BEGIN

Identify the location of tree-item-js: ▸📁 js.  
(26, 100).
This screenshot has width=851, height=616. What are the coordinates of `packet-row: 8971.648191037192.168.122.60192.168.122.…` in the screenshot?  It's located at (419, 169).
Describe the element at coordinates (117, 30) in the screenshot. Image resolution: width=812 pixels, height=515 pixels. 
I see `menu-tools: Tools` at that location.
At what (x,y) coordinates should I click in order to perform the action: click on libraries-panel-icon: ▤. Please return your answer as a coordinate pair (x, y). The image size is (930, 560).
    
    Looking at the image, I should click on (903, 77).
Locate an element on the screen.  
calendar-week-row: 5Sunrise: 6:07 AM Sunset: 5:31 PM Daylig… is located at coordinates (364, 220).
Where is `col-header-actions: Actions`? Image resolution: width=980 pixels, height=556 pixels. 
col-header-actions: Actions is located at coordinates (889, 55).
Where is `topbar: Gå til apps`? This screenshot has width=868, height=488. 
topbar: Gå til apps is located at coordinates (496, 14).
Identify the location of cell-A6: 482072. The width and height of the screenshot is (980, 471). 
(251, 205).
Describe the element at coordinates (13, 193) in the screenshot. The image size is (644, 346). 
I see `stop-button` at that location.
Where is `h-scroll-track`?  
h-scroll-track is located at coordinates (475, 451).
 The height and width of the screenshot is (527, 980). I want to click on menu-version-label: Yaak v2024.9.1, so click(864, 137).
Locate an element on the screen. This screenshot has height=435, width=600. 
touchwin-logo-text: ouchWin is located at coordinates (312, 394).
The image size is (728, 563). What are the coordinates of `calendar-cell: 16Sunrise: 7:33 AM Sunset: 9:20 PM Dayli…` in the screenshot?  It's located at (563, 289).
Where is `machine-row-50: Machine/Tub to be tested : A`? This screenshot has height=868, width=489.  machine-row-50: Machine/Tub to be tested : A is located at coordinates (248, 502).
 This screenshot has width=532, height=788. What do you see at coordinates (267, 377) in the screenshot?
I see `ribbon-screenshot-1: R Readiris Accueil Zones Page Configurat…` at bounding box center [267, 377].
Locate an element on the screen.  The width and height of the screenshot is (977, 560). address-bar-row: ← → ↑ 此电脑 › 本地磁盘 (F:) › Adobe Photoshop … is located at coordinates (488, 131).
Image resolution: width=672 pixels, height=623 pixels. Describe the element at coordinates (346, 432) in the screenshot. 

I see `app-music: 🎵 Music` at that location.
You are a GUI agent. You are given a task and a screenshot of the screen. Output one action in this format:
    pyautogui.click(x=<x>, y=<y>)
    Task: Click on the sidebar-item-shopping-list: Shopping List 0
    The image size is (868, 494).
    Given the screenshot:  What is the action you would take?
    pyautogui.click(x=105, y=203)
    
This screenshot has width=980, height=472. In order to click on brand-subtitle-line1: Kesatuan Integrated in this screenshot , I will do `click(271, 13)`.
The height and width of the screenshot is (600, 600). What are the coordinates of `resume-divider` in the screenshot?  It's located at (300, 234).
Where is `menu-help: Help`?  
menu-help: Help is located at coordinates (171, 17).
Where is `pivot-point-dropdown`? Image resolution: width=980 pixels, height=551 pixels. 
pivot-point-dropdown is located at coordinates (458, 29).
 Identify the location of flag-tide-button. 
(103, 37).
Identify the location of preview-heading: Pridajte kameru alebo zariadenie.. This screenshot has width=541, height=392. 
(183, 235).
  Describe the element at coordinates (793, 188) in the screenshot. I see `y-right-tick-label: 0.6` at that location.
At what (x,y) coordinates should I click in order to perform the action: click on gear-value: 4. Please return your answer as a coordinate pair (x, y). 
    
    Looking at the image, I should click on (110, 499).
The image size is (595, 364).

END

Problem details. Recopy all the entries faithfully, leaving none out.

Completed task.
Identify the location of tree-item-js: ▸📁 js.  
(26, 100).
This screenshot has width=851, height=616. What are the coordinates of `packet-row: 8971.648191037192.168.122.60192.168.122.…` in the screenshot?  It's located at (419, 169).
Describe the element at coordinates (117, 30) in the screenshot. Image resolution: width=812 pixels, height=515 pixels. 
I see `menu-tools: Tools` at that location.
At what (x,y) coordinates should I click in order to perform the action: click on libraries-panel-icon: ▤. Please return your answer as a coordinate pair (x, y). The image size is (930, 560).
    
    Looking at the image, I should click on (903, 77).
Locate an element on the screen.  
calendar-week-row: 5Sunrise: 6:07 AM Sunset: 5:31 PM Daylig… is located at coordinates (364, 220).
Where is `col-header-actions: Actions`? Image resolution: width=980 pixels, height=556 pixels. 
col-header-actions: Actions is located at coordinates (889, 55).
Where is `topbar: Gå til apps`? This screenshot has width=868, height=488. 
topbar: Gå til apps is located at coordinates (496, 14).
Identify the location of cell-A6: 482072. The width and height of the screenshot is (980, 471). 
(251, 205).
Describe the element at coordinates (13, 193) in the screenshot. The image size is (644, 346). 
I see `stop-button` at that location.
Where is `h-scroll-track`?  
h-scroll-track is located at coordinates (475, 451).
 The height and width of the screenshot is (527, 980). I want to click on menu-version-label: Yaak v2024.9.1, so click(864, 137).
Locate an element on the screen. This screenshot has height=435, width=600. 
touchwin-logo-text: ouchWin is located at coordinates (312, 394).
The image size is (728, 563). What are the coordinates of `calendar-cell: 16Sunrise: 7:33 AM Sunset: 9:20 PM Dayli…` in the screenshot?  It's located at (563, 289).
Where is `machine-row-50: Machine/Tub to be tested : A`? This screenshot has height=868, width=489.  machine-row-50: Machine/Tub to be tested : A is located at coordinates (248, 502).
 This screenshot has width=532, height=788. What do you see at coordinates (267, 377) in the screenshot?
I see `ribbon-screenshot-1: R Readiris Accueil Zones Page Configurat…` at bounding box center [267, 377].
Locate an element on the screen.  The width and height of the screenshot is (977, 560). address-bar-row: ← → ↑ 此电脑 › 本地磁盘 (F:) › Adobe Photoshop … is located at coordinates (488, 131).
Image resolution: width=672 pixels, height=623 pixels. Describe the element at coordinates (346, 432) in the screenshot. 

I see `app-music: 🎵 Music` at that location.
You are a GUI agent. You are given a task and a screenshot of the screen. Output one action in this format:
    pyautogui.click(x=<x>, y=<y>)
    Task: Click on the sidebar-item-shopping-list: Shopping List 0
    The image size is (868, 494).
    Given the screenshot:  What is the action you would take?
    pyautogui.click(x=105, y=203)
    
This screenshot has width=980, height=472. In order to click on brand-subtitle-line1: Kesatuan Integrated in this screenshot , I will do `click(271, 13)`.
The height and width of the screenshot is (600, 600). What are the coordinates of `resume-divider` in the screenshot?  It's located at (300, 234).
Where is `menu-help: Help`?  
menu-help: Help is located at coordinates (171, 17).
Where is `pivot-point-dropdown`? Image resolution: width=980 pixels, height=551 pixels. 
pivot-point-dropdown is located at coordinates (458, 29).
 Identify the location of flag-tide-button. 
(103, 37).
Identify the location of preview-heading: Pridajte kameru alebo zariadenie.. This screenshot has width=541, height=392. 
(183, 235).
  Describe the element at coordinates (793, 188) in the screenshot. I see `y-right-tick-label: 0.6` at that location.
At what (x,y) coordinates should I click in order to perform the action: click on gear-value: 4. Please return your answer as a coordinate pair (x, y). 
    
    Looking at the image, I should click on (110, 499).
The image size is (595, 364).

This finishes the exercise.